Louis Antoine de Saint-Just
French military and political leader
Years: 1767 - 1794
Louis Antoine Léon de Saint-Just (25 August 1767 – 28 July 1794), usually known as Saint-Just, is a military and political leader during the French Revolution.
The youngest of the deputies elected to the National Convention in 1792, Saint-Just rises quickly in their ranks and becomes a major leader of the government of the French First Republic.
He spearheads the movement to execute King Louis XVI and later drafts the radical French Constitution of 1793.
He becomes the closest confidant of Maximilien Robespierre, and serves with him as one of the commissioners of the powerful Committee of Public Safety.

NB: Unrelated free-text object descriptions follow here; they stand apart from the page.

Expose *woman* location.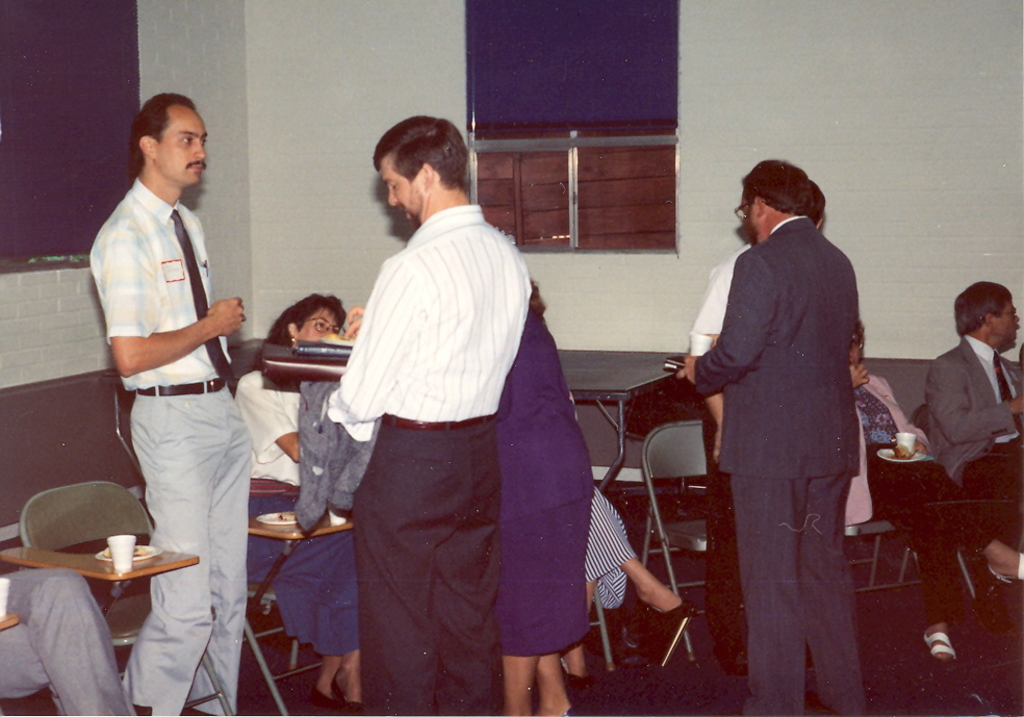
Exposed at (244,295,359,716).
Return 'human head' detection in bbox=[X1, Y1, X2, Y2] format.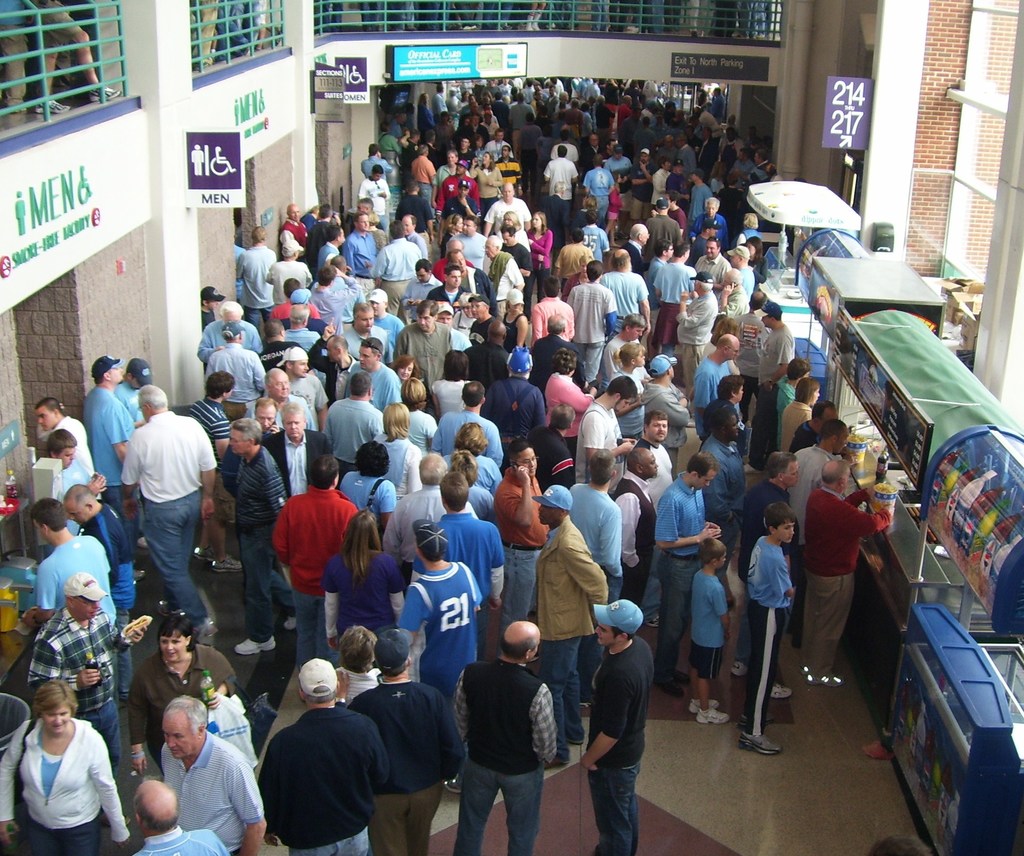
bbox=[447, 234, 465, 251].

Dispatched as a commissar to the army during its rocky start in the French Revolutionary Wars, Saint-Just imposes severe discipline, and he is credited by many for the army's subsequent revival at the front.
Back in Paris, he supervises the consolidation of Robespierre's power through a ruthless and bloody program of intimidation.
In his relatively brief time on the historical stage, he becomes the enduring public face of the Reign of Terror, full of dark zeal and energy.
Dubbed the "Angel of Death", Saint-Just organizes the arrests and prosecutions of many of the most famous figures of the Revolution.
Ultimately Saint-Just himself is arrested in the violent episode of 9 Thermidor and executed the next day with Robespierre and their allies.
In histories of the Revolution, their deaths at the guillotine mark the end of the Reign of Terror.